While California’s fleet of around 7GW of deployed large-scale storage is helping to combat the latter issue at a system-wide level, distributed microgrids are being seen as the answer to help individual communities, often on the end of distribution feeder lines, to stay resilient.
The new SDG&E portfolio’s development directly sprang from an August 2021 Emergency Proclamation issued by California governor Gavin Newsom as the state faced imminent heatwaves that summer.
In declaring that State of Emergency, Newsom said it was “necessary to take immediate action to reduce the strain on the energy infrastructure, increase energy capacity, and make energy supply more resilient,” to protect Californians’ health and safety.
In addition to more immediate actions to be taken then such as expediting large-scale battery energy storage system (BESS) projects and implementing demand response programmes, SDG&E and the other IOUs, Pacific Gas & Electric (PG&E), and Southern California Edison (SCE) received approvals for microgrids to be constructed over a longer timeframe.
‘Key to a more resilient grid’
“For communities like mine that often experience outages during power emergencies, we welcome infrastructure that will help keep our lights on and our refrigerators running during difficult times,” Nora Vargas, chairwoman of the San Diego County Board of Supervisors said of the new projects.
The microgrids can be remotely operated by SDG&E and function as independent and islanded energy systems or remain connected to the grid.
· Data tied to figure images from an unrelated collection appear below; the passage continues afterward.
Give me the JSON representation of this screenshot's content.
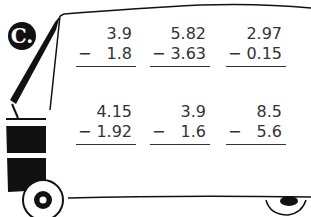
{
  "section_label": "C.",
  "problems": [
    {
      "top": "3.9",
      "bottom": "1.8",
      "operator": "−"
    },
    {
      "top": "5.82",
      "bottom": "3.63",
      "operator": "−"
    },
    {
      "top": "2.97",
      "bottom": "0.15",
      "operator": "−"
    },
    {
      "top": "4.15",
      "bottom": "1.92",
      "operator": "−"
    },
    {
      "top": "3.9",
      "bottom": "1.6",
      "operator": "−"
    },
    {
      "top": "8.5",
      "bottom": "5.6",
      "operator": "−"
    }
  ]
}
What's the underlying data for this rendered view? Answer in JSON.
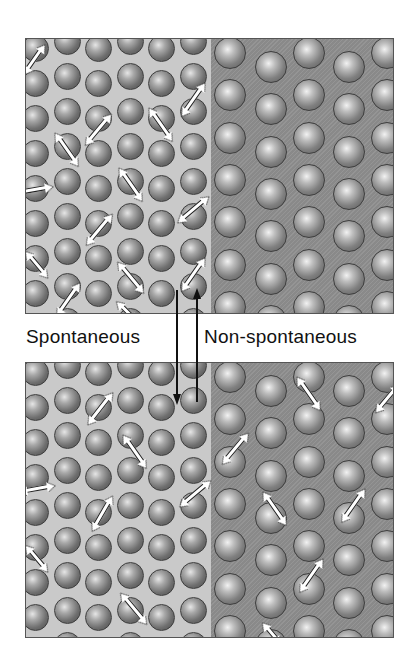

SDG&E did not disclose the technology providers’ names in a release today but said the systems use lithium iron phosphate (LFP) battery cells and have enhanced safety and fire prevention features.
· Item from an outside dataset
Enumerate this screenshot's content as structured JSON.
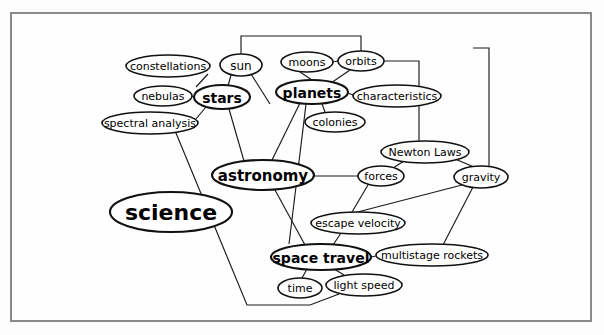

The ability for remote operation also means the microgrids can be monitored in real-time, respond faster to grid events and optimise their performance, including easier management of the BESS assets’ operation.
“Storage and microgrids are key to helping build a more resilient electric grid that can extend the availability of cleaner energy and help our communities better manage through grid emergencies like the extreme heat experienced in recent summers,” SDG&E CEO Caroline Winn said.
“These microgrids will actively dispatch clean energy to the grid when needed and help improve energy resiliency for critical facilities like fire stations, schools, and cooling centers in San Diego.”
In addition to the lithium-ion battery microgrids being deployed across California, the state is also trying out a number of similar installations using different energy storage technologies, most commonly flow batteries. These offer the potential to provide longer durations of storage at a lower operating cost – albeit at a higher initial Capex spend.
It isn’t just California where the high resiliency and renewables integration value of microgrids is becoming more and more important. In October last year, the US government announced its “biggest-ever investment in the grid,” pledging US$10.5 billion towards projects that included 400 separate microgrids and 35GW of new renewable energy.